What ever happened to the "Duke 88"?
The "Duke 88" consisted of 88 Duke professors who signed an ad which implicitly assumed that Duke lacrosse players raped a black stripper, an allegation that proved to be entirely fraudulent. The ad praised protesters who had put lacrosse players' photos on "wanted" posters, associated "what happened to this young woman" with "racism and sexism," and suggested that the lacrosse players were getting privileged treatment because of their race.
The ad appeared almost four years ago. Stuart Taylor takes a look at what has happened since to some of the 88 thoroughly wrongheaded professors who signed it.
First, according to Taylor, no member of the "Duke 88" has publicly apologized. Many have expressed pride in their rush to judgment.
Second, sigining the ad seems to have been a pretty good career move. In 2007, one member of the group -- Paula McClain -- became head of Duke's Academic Council, the highest elected position for a faculty member.
Three members of the "Duke 88" have been hired by other leading universities. One of them is the execrable Houston Baker. As I wrote here:
The demagogic Baker excoriated the lacrosse team for their "silent whiteness" and their "white, male, athletic privilege." He called for the "immediate dismissals" by Duke of "the team itself and its players," to combat the "abhorrent sexual assault, verbal racial violence, and drunken white male privilege loosed amongst us." After the innocence of the accused players had become clear, Baker received an email from the mother of a member of the lacrosse team (who hadn't been accused) asking if he would reconsider his earlier statements. Baker responded, by typing "LIES" and indicating that his correspondent was the mother of a "farm animal." Eventually Baker, a post-modernist if nothing else, fell back to arguing that it didn't matter whether the rape allegations were true.
Baker was hired to teach at Vanderbilt. According to Taylor, Vanderbilt touts him as Duke's "leading dissident voice" regarding the rape allegations. Of course, Baker wasn't a dissident at first -- he was part of the lynch mob. If he became a dissident at all, it was because of his refusal to back off (not apologize, just shut-up) once it became clear that the stripper's allegations were bogus.
Vanderbilt's conduct shows that smearing innocent whites is a badge of honor in major precincts of academia.

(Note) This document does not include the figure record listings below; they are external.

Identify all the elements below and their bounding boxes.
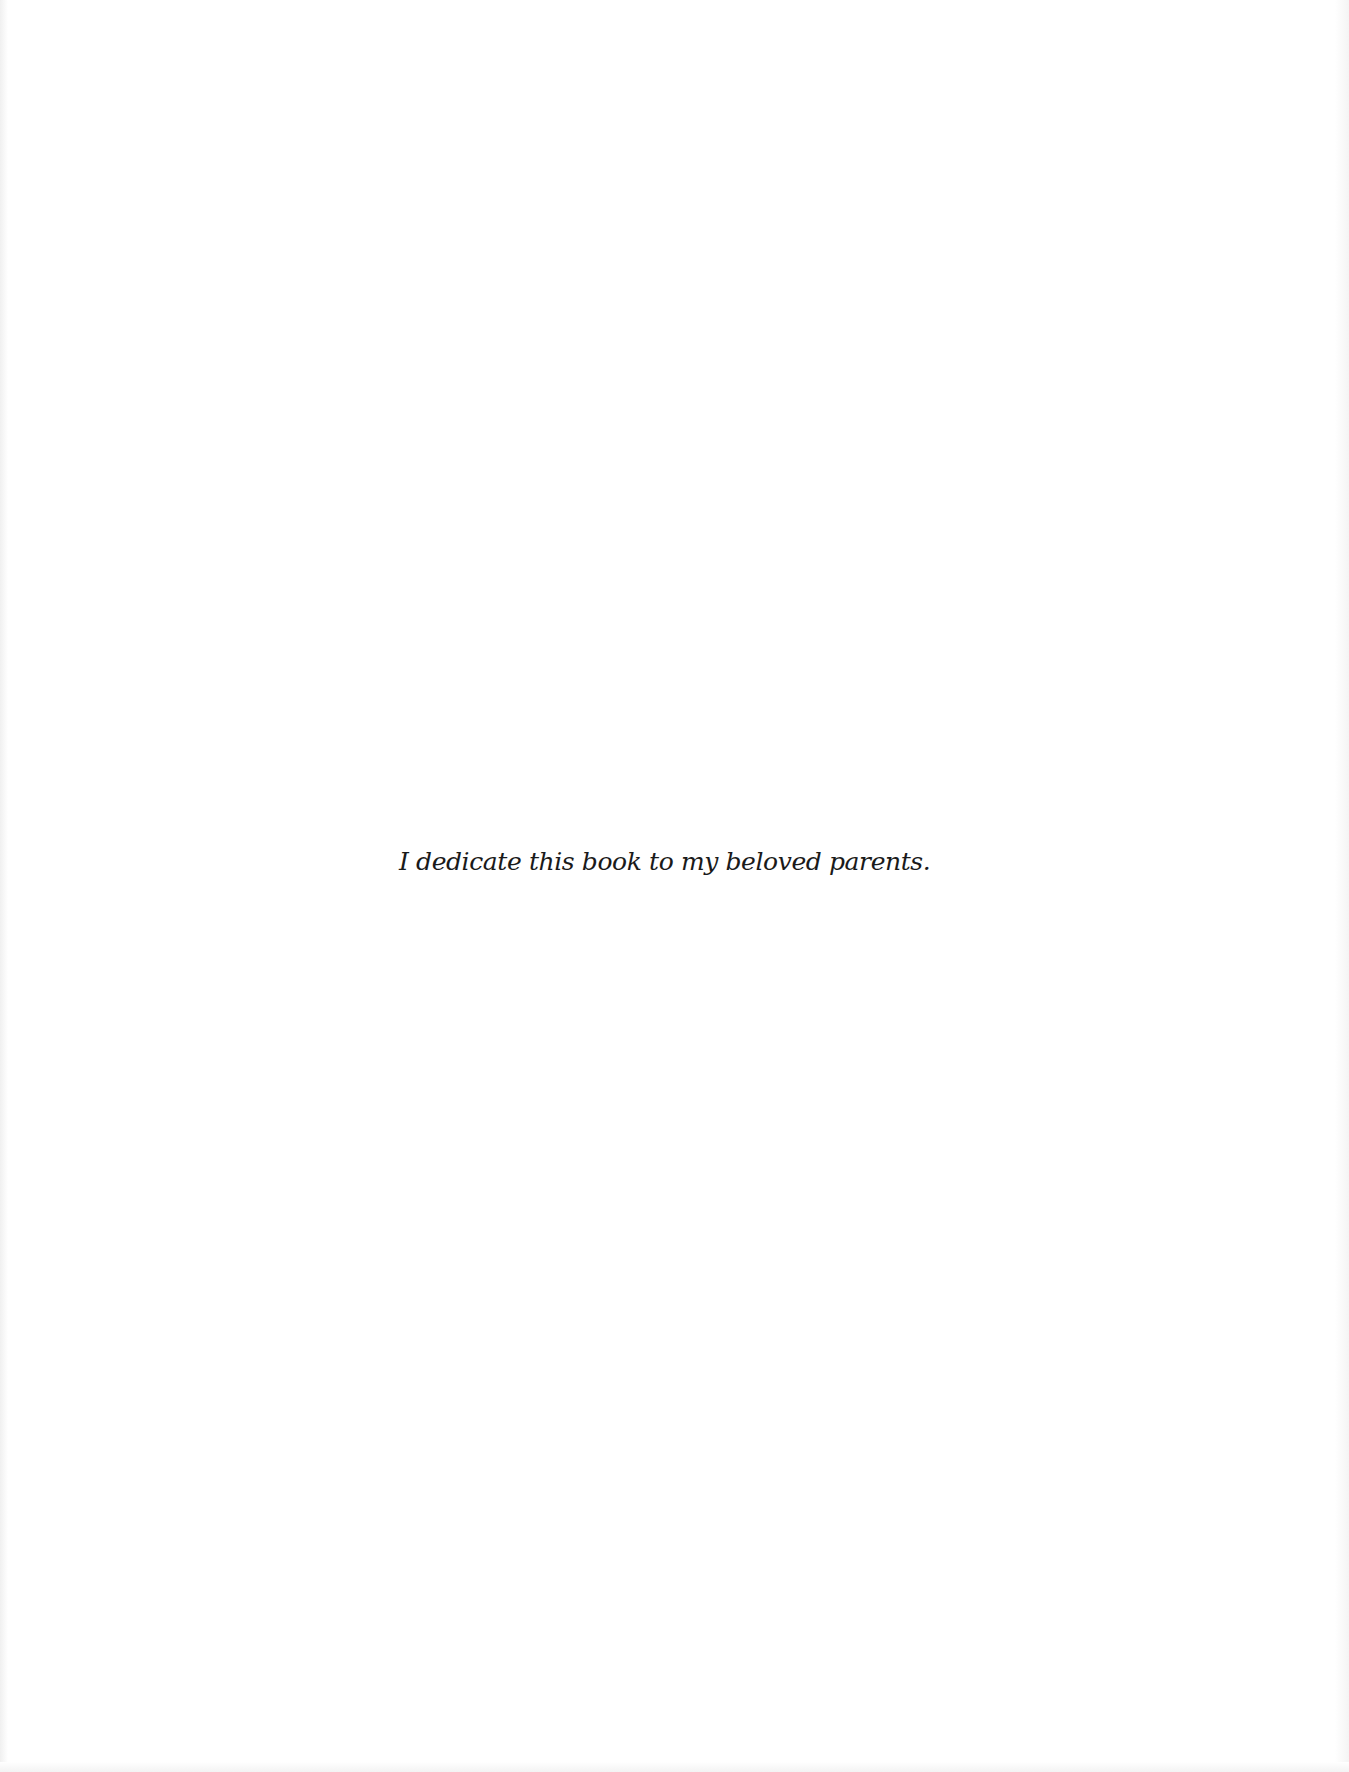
scan-edge-right [1335,0,1349,1772]
scan-edge-bottom [0,1762,1349,1772]
dedication-text: I dedicate this book to my beloved paren… [399,844,879,880]
scan-edge-left [0,0,8,1772]
book-page: I dedicate this book to my beloved paren… [0,0,1349,1772]
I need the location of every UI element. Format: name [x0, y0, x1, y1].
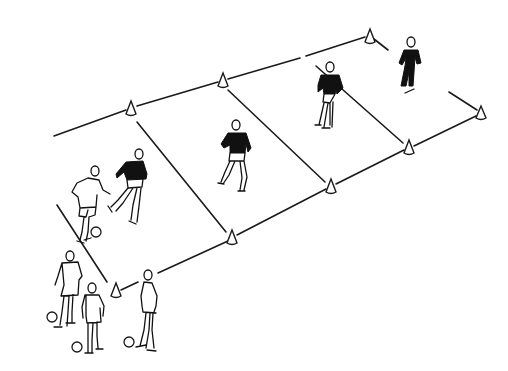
player-defender-zone-2	[218, 120, 251, 191]
zone-divider-1	[137, 122, 226, 232]
cone-marker	[111, 283, 121, 298]
soccer-drill-illustration: Pen-and-ink drawing of a soccer training…	[0, 0, 508, 371]
player-waiting-1	[54, 251, 82, 327]
cone-marker	[404, 140, 414, 155]
ball	[72, 342, 82, 352]
ball	[124, 337, 134, 347]
player-defender-zone-1	[108, 149, 147, 224]
player-waiting-3	[136, 270, 157, 351]
drill-diagram	[0, 0, 508, 371]
front-line-segment	[336, 150, 404, 184]
back-line-left	[54, 110, 126, 136]
back-line-segment	[137, 82, 218, 106]
front-line-segment	[237, 189, 326, 235]
right-end-line	[449, 92, 477, 110]
cone-marker	[126, 101, 136, 116]
front-line-segment	[414, 116, 476, 146]
player-defender-zone-3	[315, 62, 343, 128]
cone-marker	[365, 29, 375, 44]
ball	[91, 227, 101, 237]
cones	[111, 29, 486, 298]
back-line-end	[374, 39, 388, 50]
player-waiting-2	[82, 283, 104, 353]
back-line-segment	[306, 37, 365, 56]
ball	[47, 312, 57, 322]
cone-marker	[326, 179, 336, 194]
cone-marker	[227, 230, 237, 245]
front-line-segment	[121, 282, 138, 290]
cone-marker	[476, 106, 486, 120]
cone-marker	[218, 73, 228, 88]
back-line-segment	[228, 58, 300, 79]
player-defender-zone-4	[399, 37, 421, 93]
front-line-segment	[158, 241, 228, 273]
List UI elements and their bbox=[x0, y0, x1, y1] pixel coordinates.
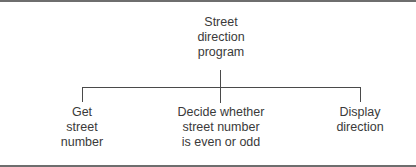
child-2-line-2: street number bbox=[178, 120, 265, 135]
top-border bbox=[0, 0, 416, 2]
child-1-line-3: number bbox=[61, 135, 103, 150]
root-node-line-2: direction bbox=[197, 30, 244, 45]
right-child-connector bbox=[360, 87, 361, 102]
bottom-border bbox=[0, 165, 416, 167]
child-2-line-1: Decide whether bbox=[178, 105, 265, 120]
child-1-line-2: street bbox=[61, 120, 103, 135]
child-node-decide-even-odd: Decide whether street number is even or … bbox=[178, 105, 265, 150]
horizontal-branch-line bbox=[82, 87, 361, 88]
child-1-line-1: Get bbox=[61, 105, 103, 120]
child-node-get-street-number: Get street number bbox=[61, 105, 103, 150]
left-child-connector bbox=[82, 87, 83, 102]
child-2-line-3: is even or odd bbox=[178, 135, 265, 150]
root-node-line-3: program bbox=[197, 45, 244, 60]
child-3-line-2: direction bbox=[336, 120, 383, 135]
child-3-line-1: Display bbox=[336, 105, 383, 120]
child-node-display-direction: Display direction bbox=[336, 105, 383, 135]
root-node-street-direction-program: Street direction program bbox=[197, 15, 244, 60]
root-node-line-1: Street bbox=[197, 15, 244, 30]
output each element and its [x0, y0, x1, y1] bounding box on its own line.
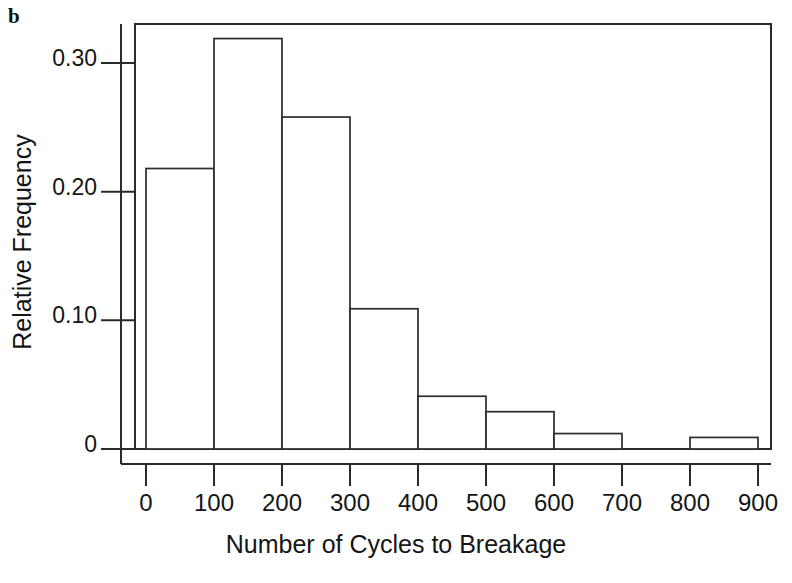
y-axis-title-wrap: Relative Frequency: [8, 82, 44, 402]
histogram-bar: [350, 309, 418, 449]
y-axis-ticks: 00.100.200.30: [52, 45, 135, 457]
x-tick-label: 800: [670, 489, 710, 516]
y-tick-label: 0.10: [52, 302, 97, 328]
histogram-bar: [214, 39, 282, 449]
y-tick-label: 0.20: [52, 174, 97, 200]
x-tick-label: 600: [534, 489, 574, 516]
y-axis-title: Relative Frequency: [8, 82, 37, 402]
histogram-figure: b 00.100.200.30 010020030040050060070080…: [0, 0, 792, 583]
x-tick-label: 400: [398, 489, 438, 516]
x-tick-label: 700: [602, 489, 642, 516]
histogram-bars: [146, 39, 758, 449]
histogram-bar: [690, 437, 758, 449]
histogram-bar: [418, 396, 486, 449]
x-tick-label: 200: [262, 489, 302, 516]
x-tick-label: 100: [194, 489, 234, 516]
histogram-bar: [554, 434, 622, 449]
plot-area: 00.100.200.30 01002003004005006007008009…: [0, 0, 792, 583]
y-tick-label: 0.30: [52, 45, 97, 71]
x-tick-label: 0: [139, 489, 152, 516]
x-tick-label: 300: [330, 489, 370, 516]
x-tick-label: 500: [466, 489, 506, 516]
x-tick-label: 900: [738, 489, 778, 516]
histogram-bar: [282, 117, 350, 449]
x-axis-title: Number of Cycles to Breakage: [0, 530, 792, 559]
y-tick-label: 0: [84, 431, 97, 457]
x-axis-ticks: 0100200300400500600700800900: [139, 464, 778, 516]
histogram-bar: [486, 412, 554, 449]
histogram-bar: [146, 169, 214, 449]
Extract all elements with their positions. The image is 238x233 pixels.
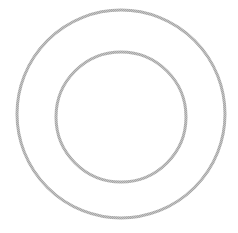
background xyxy=(0,0,238,233)
concentric-circles-diagram xyxy=(0,0,238,233)
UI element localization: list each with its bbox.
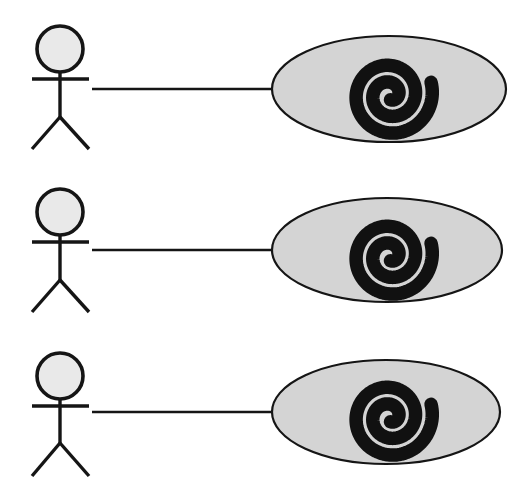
use-case-node[interactable]: [272, 36, 506, 142]
use-case-node[interactable]: [272, 360, 500, 464]
use-case-node[interactable]: [272, 198, 502, 302]
diagram-svg: [0, 0, 527, 496]
actor-head[interactable]: [37, 26, 83, 72]
use-case-diagram-canvas: [0, 0, 527, 496]
actor-head[interactable]: [37, 189, 83, 235]
use-case-ellipse[interactable]: [272, 198, 502, 302]
actor-head[interactable]: [37, 353, 83, 399]
use-case-ellipse[interactable]: [272, 36, 506, 142]
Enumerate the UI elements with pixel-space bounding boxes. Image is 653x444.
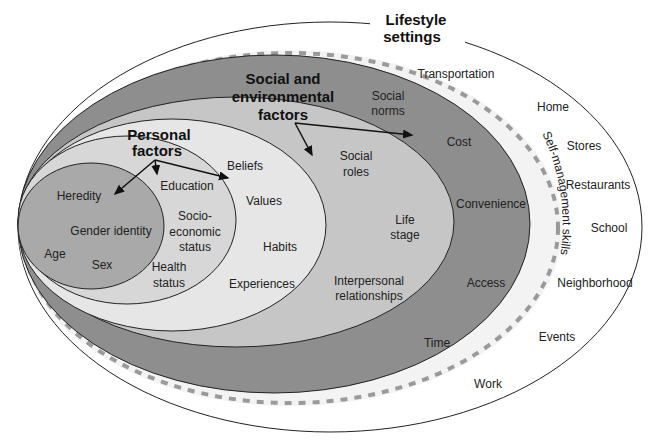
habits-label: Habits xyxy=(263,240,297,254)
health-status-line2: status xyxy=(153,276,185,290)
interpersonal-line2: relationships xyxy=(335,289,402,303)
setting-stores: Stores xyxy=(567,139,602,153)
social-norms-line1: Social xyxy=(372,89,405,103)
socioeconomic-line3: status xyxy=(179,240,211,254)
setting-school: School xyxy=(591,221,628,235)
setting-transportation: Transportation xyxy=(418,67,495,81)
interpersonal-line1: Interpersonal xyxy=(334,274,404,288)
setting-neighborhood: Neighborhood xyxy=(557,276,632,290)
social-roles-line1: Social xyxy=(340,149,373,163)
setting-events: Events xyxy=(539,330,576,344)
sex-label: Sex xyxy=(92,258,113,272)
lifestyle-diagram: Lifestyle settings Transportation Home S… xyxy=(0,0,653,444)
setting-home: Home xyxy=(537,100,569,114)
life-stage-line1: Life xyxy=(395,213,415,227)
beliefs-label: Beliefs xyxy=(227,159,263,173)
personal-heading-2: factors xyxy=(132,142,182,159)
health-status-line1: Health xyxy=(152,260,187,274)
title-line1: Lifestyle xyxy=(386,11,447,28)
social-env-heading-3: factors xyxy=(258,106,308,123)
social-roles-line2: roles xyxy=(343,165,369,179)
age-label: Age xyxy=(44,247,66,261)
socioeconomic-line1: Socio- xyxy=(178,209,212,223)
social-env-heading-1: Social and xyxy=(245,70,320,87)
education-label: Education xyxy=(160,179,213,193)
life-stage-line2: stage xyxy=(390,228,420,242)
gender-identity-label: Gender identity xyxy=(70,224,151,238)
title-line2: settings xyxy=(383,28,441,45)
values-label: Values xyxy=(246,194,282,208)
setting-work: Work xyxy=(474,377,503,391)
convenience-label: Convenience xyxy=(456,197,526,211)
setting-restaurants: Restaurants xyxy=(566,178,631,192)
social-norms-line2: norms xyxy=(371,104,404,118)
heredity-label: Heredity xyxy=(57,189,102,203)
social-env-heading-2: environmental xyxy=(232,88,335,105)
socioeconomic-line2: economic xyxy=(169,225,220,239)
cost-label: Cost xyxy=(447,135,472,149)
experiences-label: Experiences xyxy=(229,277,295,291)
time-label: Time xyxy=(424,336,451,350)
personal-heading-1: Personal xyxy=(127,126,190,143)
access-label: Access xyxy=(467,276,506,290)
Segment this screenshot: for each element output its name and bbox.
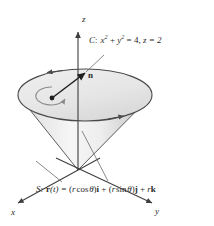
x-axis-label: x	[11, 208, 15, 217]
curve-c-equals: = 4,	[127, 35, 141, 45]
curve-c-z-condition: z = 2	[143, 35, 162, 45]
surface-s-param: (t) =	[50, 184, 67, 194]
curve-c-x-exponent: 2	[105, 33, 108, 40]
surface-s-colon: :	[41, 184, 44, 194]
surface-s-term2-r: r	[112, 184, 116, 194]
curve-c-y-exponent: 2	[121, 33, 124, 40]
surface-s-plus-2: +	[140, 184, 145, 194]
cone-surface-diagram: z x y n C: x2 + y2 = 4, z = 2 S: r(t) = …	[0, 0, 214, 226]
surface-s-plus-1: +	[101, 184, 106, 194]
surface-s-term1-fn: cos	[76, 184, 88, 194]
surface-s-annotation: S: r(t) = (r cos θ)i + (r sin θ)j + rk	[36, 185, 156, 194]
curve-c-colon: :	[95, 35, 98, 45]
curve-c-annotation: C: x2 + y2 = 4, z = 2	[89, 36, 161, 45]
surface-s-term3-unit: k	[151, 184, 156, 194]
y-axis-label: y	[155, 207, 159, 216]
surface-s-term2-unit: j	[135, 184, 138, 194]
z-axis-label: z	[82, 15, 86, 24]
surface-s-term2-fn: sin	[116, 184, 127, 194]
y-axis	[56, 158, 152, 203]
x-axis	[18, 158, 100, 203]
normal-vector-label: n	[88, 71, 93, 80]
curve-c-plus: +	[110, 35, 115, 45]
surface-s-term1-unit: i	[97, 184, 100, 194]
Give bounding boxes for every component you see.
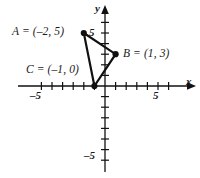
point-c-dot <box>91 83 97 89</box>
triangle-abc <box>84 33 116 86</box>
x-axis-tick-label-5: 5 <box>153 90 159 101</box>
point-b-label: B = (1, 3) <box>123 48 169 60</box>
figure-coordinate-plane: A = (–2, 5) B = (1, 3) C = (–1, 0) x y 5… <box>0 0 200 178</box>
y-axis-arrowhead <box>101 5 109 14</box>
x-axis-label: x <box>186 76 192 87</box>
y-axis-label: y <box>95 3 100 14</box>
y-axis-tick-label-5: 5 <box>89 27 95 38</box>
point-a-label: A = (–2, 5) <box>12 26 64 38</box>
point-b-dot <box>113 51 119 57</box>
y-axis-tick-label-minus5: –5 <box>84 150 95 161</box>
point-a-dot <box>81 30 87 36</box>
x-axis-tick-label-minus5: –5 <box>30 90 41 101</box>
point-c-label: C = (–1, 0) <box>26 64 79 76</box>
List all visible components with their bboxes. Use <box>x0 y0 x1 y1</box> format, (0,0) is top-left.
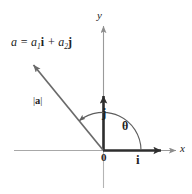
magnitude-bar-close: | <box>40 95 42 106</box>
y-axis-label: y <box>97 10 102 21</box>
x-axis-label: x <box>180 143 185 154</box>
unit-vector-j-label: j <box>102 106 106 119</box>
unit-vector-i-label: i <box>136 153 140 166</box>
angle-theta-label: θ <box>122 120 128 132</box>
vector-a-arrow <box>34 65 104 150</box>
vector-expression-label: a = a1i + a2j <box>11 36 72 51</box>
origin-label: 0 <box>101 152 107 163</box>
diagram-canvas <box>0 0 192 194</box>
component-2-unit-vector: j <box>68 35 72 49</box>
magnitude-label: |a| <box>33 96 42 107</box>
vector-diagram-figure: a = a1i + a2j |a| y x j i θ 0 <box>0 0 192 194</box>
plus-sign: + <box>44 35 58 49</box>
equals-sign: = <box>17 35 31 49</box>
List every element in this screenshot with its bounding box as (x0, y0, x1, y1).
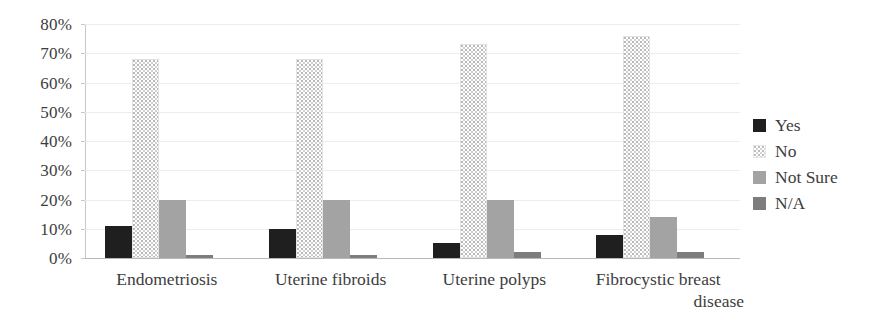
bar-chart: 80%70%60%50%40%30%20%10%0% Endometriosis… (0, 0, 895, 335)
bar-group (433, 24, 541, 258)
y-tick-mark (81, 83, 85, 84)
bar-not-sure (650, 217, 677, 258)
bar-no (623, 36, 650, 258)
x-axis-category-label-line: Endometriosis (116, 269, 217, 289)
legend-item[interactable]: N/A (753, 190, 893, 216)
y-tick-label: 60% (40, 75, 72, 92)
x-axis-category-label-line: disease (568, 290, 748, 312)
bar-no (296, 59, 323, 258)
bar-not-sure (487, 200, 514, 259)
bar-group (105, 24, 213, 258)
bar-n-a (677, 252, 704, 258)
y-tick-label: 40% (40, 133, 72, 150)
legend-swatch-icon (753, 145, 766, 158)
y-tick-mark (81, 24, 85, 25)
x-axis-category-label: Uterine polyps (405, 268, 585, 290)
y-tick-label: 80% (40, 16, 72, 33)
x-axis-category-label-line: Uterine fibroids (275, 269, 386, 289)
legend-swatch-icon (753, 119, 766, 132)
y-tick-mark (81, 170, 85, 171)
y-axis-tick-labels: 80%70%60%50%40%30%20%10%0% (0, 12, 78, 262)
x-axis-category-label: Endometriosis (77, 268, 257, 290)
y-tick-label: 0% (49, 250, 72, 267)
bar-no (460, 44, 487, 258)
legend-item[interactable]: Not Sure (753, 164, 893, 190)
bar-not-sure (323, 200, 350, 259)
y-tick-mark (81, 53, 85, 54)
legend-item[interactable]: Yes (753, 112, 893, 138)
bar-group (596, 24, 704, 258)
bar-yes (596, 235, 623, 258)
bar-group (269, 24, 377, 258)
y-tick-label: 30% (40, 162, 72, 179)
x-axis-category-label-line: Uterine polyps (443, 269, 547, 289)
y-tick-label: 10% (40, 221, 72, 238)
x-axis-category-labels: EndometriosisUterine fibroidsUterine pol… (85, 268, 740, 328)
bar-yes (433, 243, 460, 258)
plot-area (85, 24, 740, 258)
x-axis-line (85, 258, 740, 259)
legend-swatch-icon (753, 197, 766, 210)
y-tick-label: 50% (40, 104, 72, 121)
bar-yes (105, 226, 132, 258)
y-tick-mark (81, 258, 85, 259)
legend-label: N/A (775, 194, 805, 212)
y-tick-mark (81, 112, 85, 113)
legend-label: Yes (775, 116, 800, 134)
legend-label: No (775, 142, 796, 160)
x-axis-category-label-line: Fibrocystic breast (596, 269, 721, 289)
bar-not-sure (159, 200, 186, 259)
y-tick-mark (81, 229, 85, 230)
legend-item[interactable]: No (753, 138, 893, 164)
x-axis-category-label: Uterine fibroids (241, 268, 421, 290)
legend-swatch-icon (753, 171, 766, 184)
y-tick-label: 20% (40, 192, 72, 209)
y-tick-mark (81, 141, 85, 142)
bar-yes (269, 229, 296, 258)
bar-no (132, 59, 159, 258)
x-axis-category-label: Fibrocystic breastdisease (568, 268, 748, 312)
y-tick-mark (81, 200, 85, 201)
bar-n-a (514, 252, 541, 258)
legend-label: Not Sure (775, 168, 838, 186)
bar-n-a (350, 255, 377, 258)
chart-legend: YesNoNot SureN/A (753, 112, 893, 216)
bar-n-a (186, 255, 213, 258)
y-tick-label: 70% (40, 45, 72, 62)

That the allegations Baker defended were bogus made no difference; all that mattered was that the stereotypes and the hatreds he relied on to reach his false conclusions were the stereotypes and hatreds of the dominant academic left.
Grant Farred, also of the "Duke 88," is another beneficiary of this phenomenon. According to Taylor, after the Attorney General of North Carolina declared the lacrosse players innocent, Farred called the players racists and perjurers. In 2007, Cornell hired Farred. The following year, it promoted him to director of graduate studies in the African-American department.
From Cornell's perspective it's a good decision. A man of Farred's blind ideological adherence to the left-wing narrative of American race relations is perfect for the job of director of African-American graduate studies at Cornell. Indeed, to the extent that this appointment maximizes Farred's exposure to people misguided enough to have entered a graduate program in African-American studies -- and mimimizes his exposure to more innocent undergraduates -- the appointment can be considered a good deal all around.
Finally, in 2007 the University of Chicago gave an endowed chair to Charles Payne, also of the "Duke 88." According to Taylor, as the head of Duke's African and American studies department, Payne had inappropriately authorized the use of university funds to pay for the "Duke 88's" ad. The doubly unscrupulous Professor Payne is now with the Chicago's School of Social Service Administration. He specializes in education issues. Having suffered through Bill Ayers and Barack Obama (and, some might say Arne Duncan), the Chicago school system can only hope that Payne's interest will be purely academic.
Meanwhile, back at Duke, the University has adopted a revised "sexual misconduct" policy. I will discuss this in a future post.